DARPA aims to improve memory skills

Research may also help civilians deal with an increasingly information-dense world
April 28, 2015

RAM Replay artist’s illustration (credit: DARPA)

A new DARPA research program called Restoring Active Memory Replay (RAM Replay) aims to investigate the role of neural “replay” in the formation and recall of memory.

The goal is to help individuals better remember specific episodic events and learned skills. The military application is to improve rehabilitation and recovery for injured warfighters challenged by impaired memory.

The program is designed to develop “novel, rigorous computational methods to help investigators determine which brain components matter in memory formation and recall, and how much they matter.”

“Military personnel carry a growing responsibility to recount, report and act upon knowledge gleaned from previous experiences, and how well those experiences are recalled can make all the difference in how well these individuals perform in combat and other challenging situations,” said Justin Sanchez, PhD, DARPA program manager.

Memories are repeatedly reactivated, not fixed

Stored memories are not inert, Sanchez noted, and are subject to subtle forces over time. “The timeframe between a given experience and subsequent reporting or use of the memory can range from hours to months to years. During this time, physiological, environmental and behavioral factors can affect the process by which an individual’s representation of the experience is consolidated into memory, potentially affecting the accessibility and accuracy of the memory and one’s ability to make use of ‘lessons learned’ later on.”

Studies have suggested that memory representations in the brain are are not fixed; they are repeatedly “reactivated” (often unconsciously) following initial encoding, during both wakefulness and sleep. And memory reactivation has been linked to the process of neural replay, during which patterns of neural activity reflect the patterns of activity that had occurred during initial encoding of the memory. (See “Neurons constantly rewrite their DNA to store information.”)

Some human studies have investigated ways to improve memory recall by presenting sensory cues or transcranial stimulation during specific phases of sleep. KurzweilAI has covered a large number of such studies.

“In the long run, we hope RAM Replay will identify core memory-strengthening mechanisms and give rise to a generalizable set of solutions applicable to the challenge of memory reliability in an increasingly information-dense world,” said Sanchez. “That could benefit civilians and Service members alike in areas as diverse as general education, job retraining, and battlefield awareness.”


WHAT THE TASK REQUIRES - Would you work out how many lines below include the word "Stuffing"? Only that number is wanted.

DATA TO EXAMINE -
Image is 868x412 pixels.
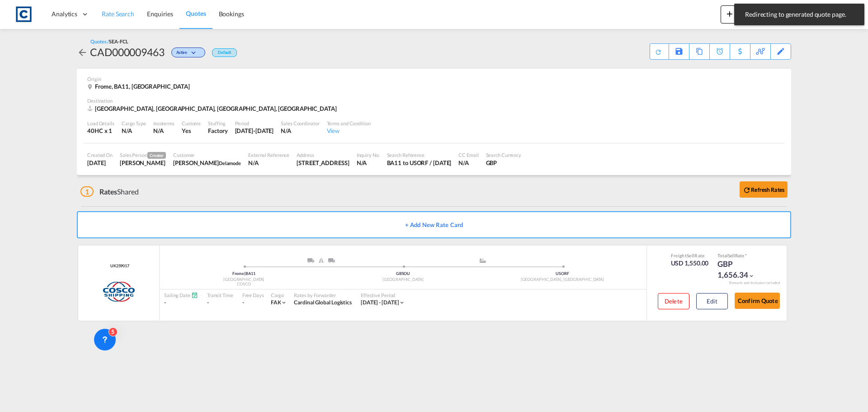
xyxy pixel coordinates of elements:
div: Save As Template [669,44,689,59]
div: N/A [280,127,319,135]
div: - [243,299,244,307]
button: Confirm Quote [735,293,780,309]
div: Transit Time [207,292,233,299]
div: Change Status Here [171,48,205,58]
div: 31 Aug 2025 [235,127,274,135]
b: Refresh Rates [750,187,784,193]
div: N/A [459,159,478,167]
md-icon: icon-chevron-down [748,273,754,279]
div: Quote PDF is not available at this time [654,44,664,55]
div: Period [235,120,274,127]
div: Shared [80,187,139,197]
div: Change Status Here [165,45,208,59]
div: Pickup ModeService Type Somerset, England,TruckRail; Truck [243,258,403,267]
span: Delamode [219,160,241,166]
div: [GEOGRAPHIC_DATA] [323,277,482,283]
div: Inquiry No. [356,152,380,159]
div: Cargo Type [121,120,146,127]
div: [GEOGRAPHIC_DATA] [164,277,323,283]
div: Cardinal Global Logistics [294,299,352,307]
div: Yes [182,127,201,135]
div: USD 1,550.00 [671,259,709,268]
div: Free Days [243,292,264,299]
span: [DATE] - [DATE] [361,299,399,306]
span: UK259017 [108,263,130,269]
div: Search Reference [387,152,452,159]
img: ROAD [307,258,314,263]
button: Edit [696,293,728,310]
div: N/A [356,159,380,167]
div: Default [212,49,237,57]
div: Contract / Rate Agreement / Tariff / Spot Pricing Reference Number: UK259017 [108,263,130,269]
div: icon-arrow-left [77,45,90,59]
div: GBP 1,656.34 [717,259,763,281]
md-icon: icon-chevron-down [399,300,405,306]
span: Subject to Remarks [744,253,747,258]
div: COSCO [164,281,323,288]
button: icon-plus 400-fgNewicon-chevron-down [720,5,762,24]
div: Stuffing [208,120,227,127]
div: CAD000009463 [90,45,165,59]
div: Cargo [271,292,287,299]
div: 40HC x 1 [87,127,114,135]
div: Sales Coordinator [280,120,319,127]
div: - [207,299,233,307]
div: 26 Aug 2025 [87,159,112,167]
div: Sales Person [120,152,166,159]
md-icon: icon-arrow-left [77,47,88,58]
img: ROAD [328,258,335,263]
div: Origin [87,76,781,83]
span: SEA-FCL [109,39,128,44]
div: Quotes /SEA-FCL [90,38,128,45]
div: Freight Rate [671,253,709,259]
div: BA11 to USORF / 26 Aug 2025 [387,159,452,167]
span: FAK [271,299,281,306]
div: Remark and Inclusion included [722,281,786,285]
div: USORF [483,271,642,277]
div: Terms and Condition [327,120,371,127]
span: Sell [687,253,694,258]
div: Total Rate [717,253,763,259]
div: N/A [153,127,164,135]
span: Redirecting to generated quote page. [742,10,856,19]
div: Customs [182,120,201,127]
div: Address [296,152,349,159]
span: Quotes [186,10,205,17]
span: Cardinal Global Logistics [294,299,352,306]
span: Rates [99,187,118,196]
span: Active [177,50,190,58]
md-icon: icon-chevron-down [280,300,287,306]
div: External Reference [248,152,290,159]
div: Customer [173,152,241,159]
md-icon: assets/icons/custom/ship-fill.svg [478,258,488,263]
div: Destination [87,97,781,104]
img: COSCO [102,281,135,303]
div: Incoterms [153,120,174,127]
div: [GEOGRAPHIC_DATA], [GEOGRAPHIC_DATA] [483,277,642,283]
div: Load Details [87,120,114,127]
md-icon: Schedules Available [191,292,198,299]
div: N/A [121,127,146,135]
div: USORF, Norfolk, VA, Americas [87,105,339,112]
div: Sailing Date [164,292,198,299]
md-icon: icon-refresh [743,186,750,194]
div: 18 Jul 2025 - 31 Aug 2025 [361,299,399,307]
span: Frome [232,271,246,276]
div: GBP [486,159,522,167]
div: Lauren Prentice [120,159,166,167]
span: Rate Search [102,10,134,17]
md-icon: icon-refresh [653,46,663,57]
md-icon: icon-chevron-down [190,51,200,55]
div: - [164,299,198,307]
div: Rates by Forwarder [294,292,352,299]
span: Bookings [219,10,244,17]
div: Created On [87,152,112,159]
span: BA11 [246,271,255,276]
img: 1fdb9190129311efbfaf67cbb4249bed.jpeg [14,4,34,24]
span: New [724,10,758,17]
span: Analytics [52,10,77,18]
span: Sell [728,253,735,258]
div: Factory Stuffing [208,127,227,135]
div: N/A [248,159,290,167]
md-icon: icon-plus 400-fg [724,8,735,19]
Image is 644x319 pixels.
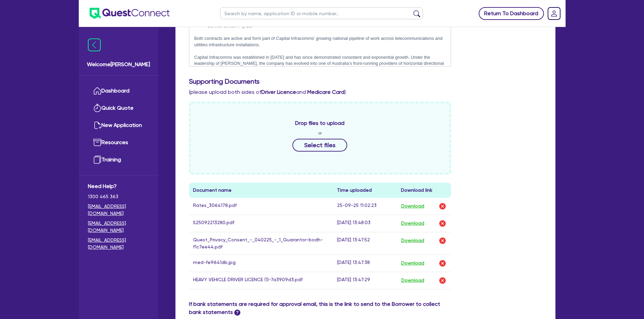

RESPONSE AREA - 2